The Los Angeles Section of the American Institute of Aeronautics and Astronautics (AIAA) has donated its Wright Flyer Project to the Tom Wathen Center. Under Wathen Center auspices, the current team of volunteers will complete the flying replica of the Wright Brothers 1903 Flyer, the world's first successful powered airplane, at the Wathen Center's Historic Flabob Airport in Riverside, California.
John Lyon, Chairman of the Board of the Wathen Center, said "We are grateful for the decades-long support AIAA has provided to this project, and to the dedicated and talented team of aerospace volunteers who will complete construction and move into the testing phase at Historic Flabob Airport."
This is the third full-scale Wright Flyer replica associated with the AIAA. The first, a non-flying static replica, was destroyed in the arson fire at the San Diego Aerospace Museum. The second was designed for testing in the large wind tunnel at NASA Ames, Moffett Field, and yielded the first complete aeronautical data on the Wright Flyer. Among other uses, the data were used to complete an accurate simulator, whose flying characteristics are highly challenging, and which is now in use at the Air Force Test Pilot School at Edwards Air Force Base. NASA'S report on the Wright Flyer Project is available on the NASA website at http://quest.arc.nasa.gov/aero/wright/. The original wind-tunnel replica is now displayed in the lobby of the FAA building on Aviation Boulevard in Lawndale, California.
The third replica, nearing completion at Flabob Airport, has small but significant modifications to make it safe to fly, and it is intended that it will be flown at Flabob when complete. It will be a key display at Flabob's first annual Flabob Flying Circus, featuring a Cavalcade of Flight -History in the Air, to be held September 30, 2012.
Chief Engineer for the project, Cal Tech Professor Emeritus Fred C. Culick, will continue to head the team of volunteers who are building the replica. Professor Culick is the principal author of a detailed history of the project, which is available online at http://www.wrightflyer.org/Papers/AIAA_Wright_Flyer_Project_1978-2008.pdf.
The Wathen Foundation uses the fascination of flight to uses the fascination of flight to inspire the love of learning for successful careers and satisfying lives. The acquisition of the Wright Flyer Project will teach the early history of the airplane and the development of aviation. The project may be visited most Saturday mornings in its front-line hangar west of the Flabob Airport Cafe.

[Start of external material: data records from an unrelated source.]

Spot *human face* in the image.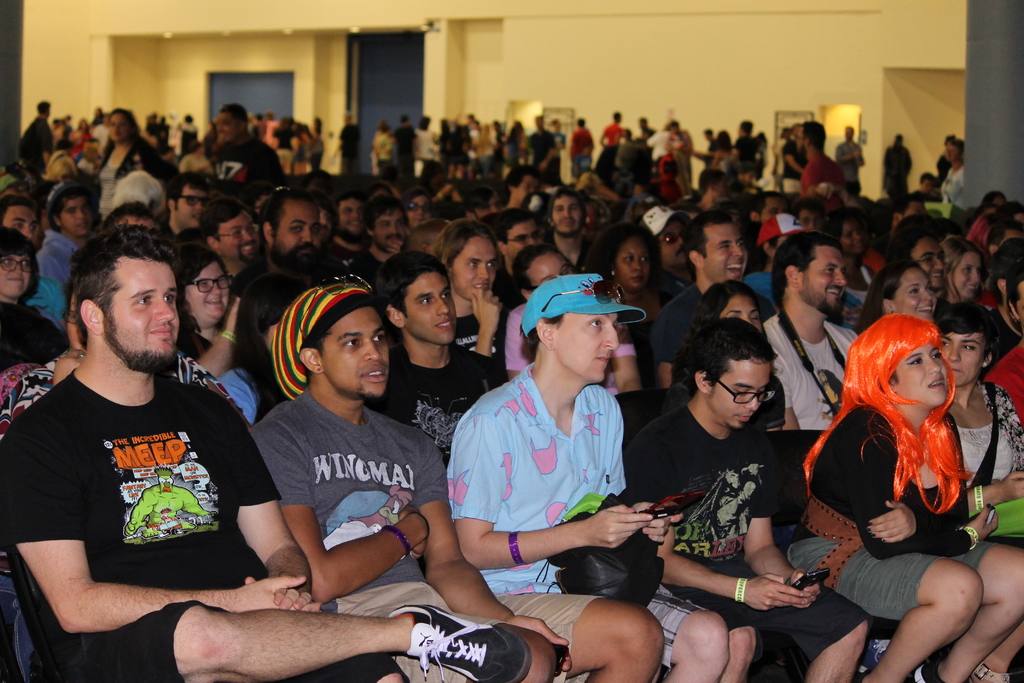
*human face* found at [left=175, top=187, right=204, bottom=233].
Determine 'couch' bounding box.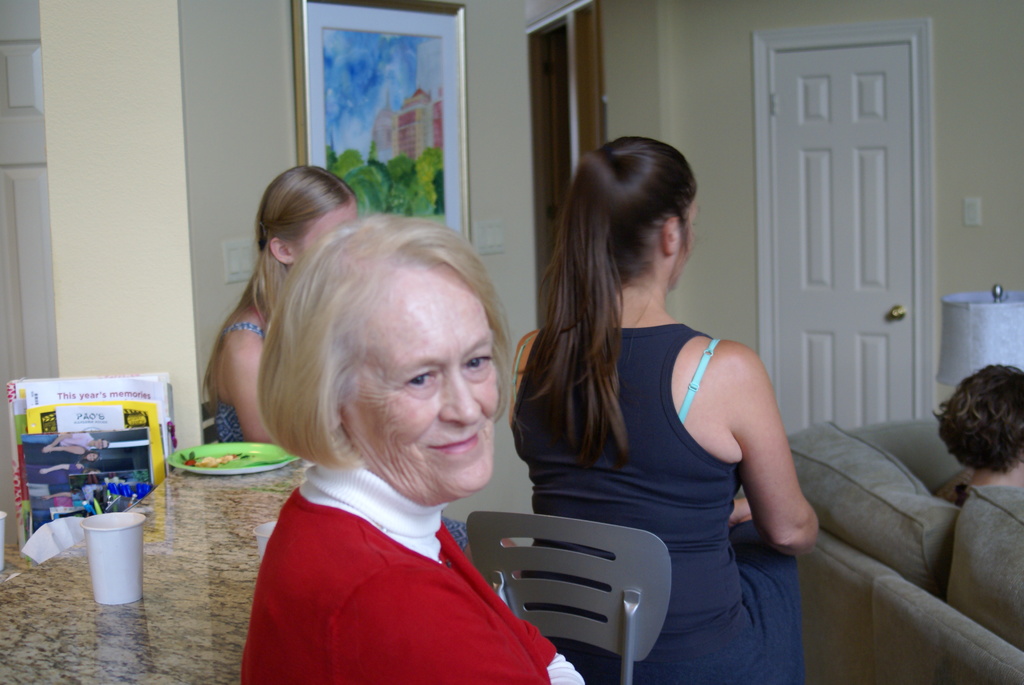
Determined: (738, 414, 1023, 684).
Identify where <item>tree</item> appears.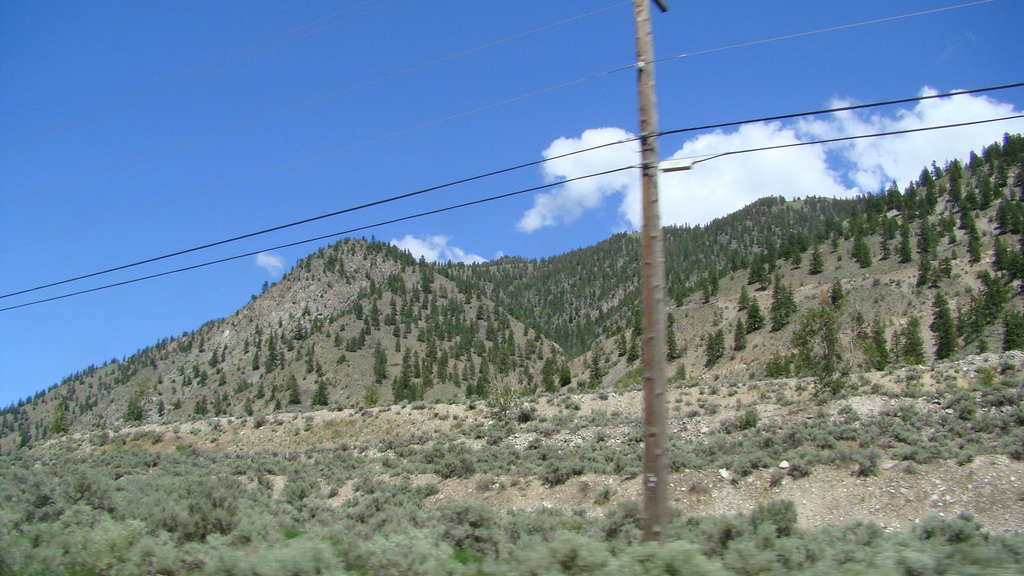
Appears at l=733, t=319, r=746, b=349.
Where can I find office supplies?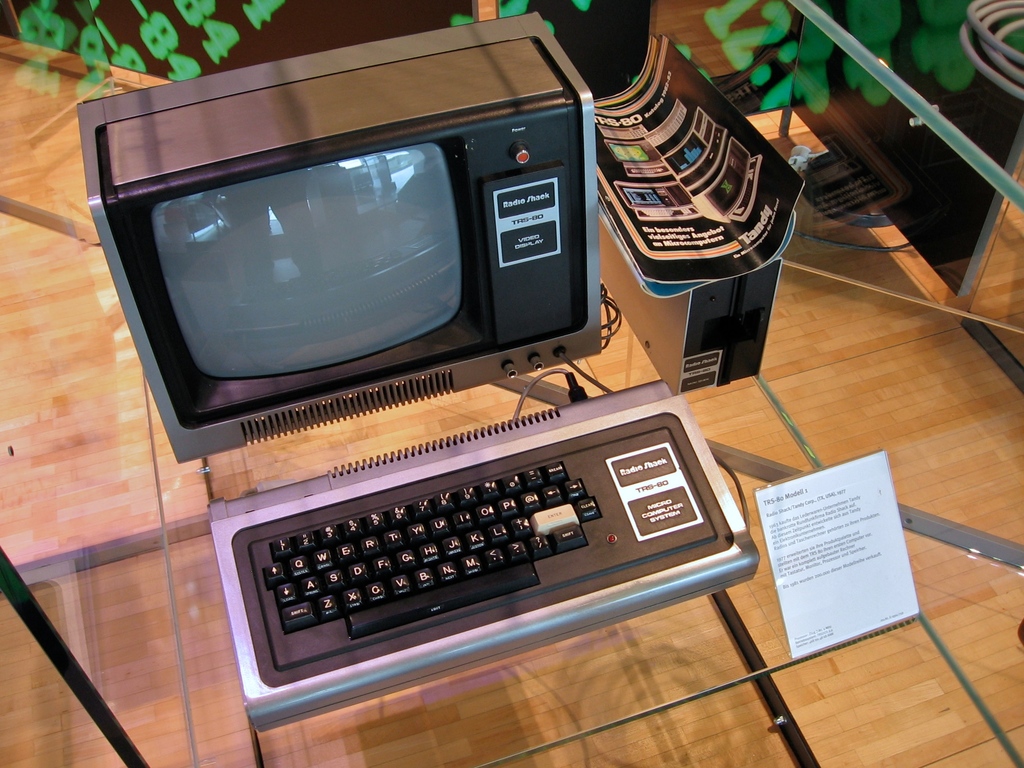
You can find it at x1=598 y1=215 x2=774 y2=394.
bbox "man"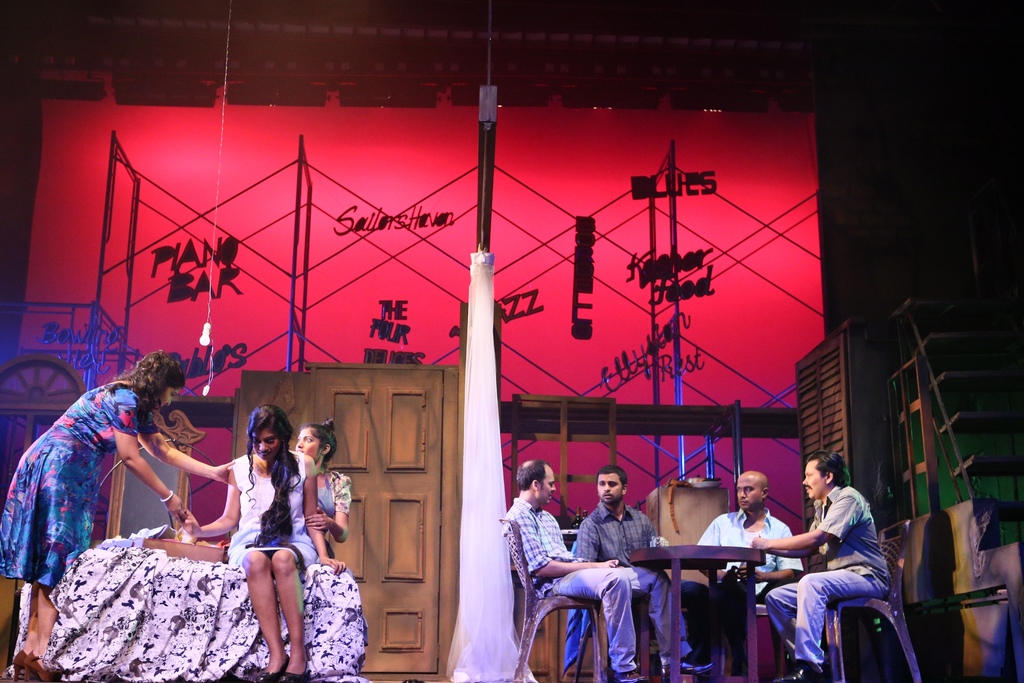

Few things are as satisfying as learning that your efforts have inspired someone else to do
good work. We were therefore very pleased to receive an email from Steven Sorge of Wisconsin updating the good work of the 88Charlies. We met Steven at a meeting of Aeroscholars mentors which we hosted at Flabob. We saw him again at Oshkosh Airventure and at the Antique Airplane Association Fly-In at Blakesburg. He flies a unique and beautiful Stearman Speedmail. Steven had been thinking about how he could do more to use aviation for the benefit of young people, and his visit to Flabob helped him to take a big step. He wrote to Tom Wathen: "I wanted to drop you a line to tell you that you've influenced me a quite bit here recently, in that I have started up a not for profit corp to promote aviation thru the restorations of older aircraft, with students and their parents." Steven and some friends founded the 88CHARLIES Restore A Plane Foundation at Palmyra (Wisconsin) Airport, identifier 88C, hence the "88Charlies." The 88Charlies teach kids to restore airplanes, and are now working on a Porterfield 75C which has not flown since 1945. Recently, Steve brought us up to date: "I am happy to report now, that after just 20 months, we have 24 registered students, 10 adult mentors, a year round heated (important in Wisc) and air-conditioned classroom, 3 aircraft projects, 2 flyable aircraft (in process of being licensed) and another project on the way." Just like Flabob, the kids earn credit toward flying lessons. Here is a link to the 88Charlies website. 88Charlies, you go! Thank you, Steven. And if anyone else would like some tips, advice or help in starting up your own aviation education efforts, please let us know.
FLABOB'S OWN MENDOZA BROTHERS
Hualdo and Nando Mendoza are numbered among the best covering and painting hands in the nation, at an age much younger than most of the old-timers who can do this kind of work. To learn how they grew from a troubled background to their present status as solid Flabobians, read this story in the Riverside Press-Enterprise.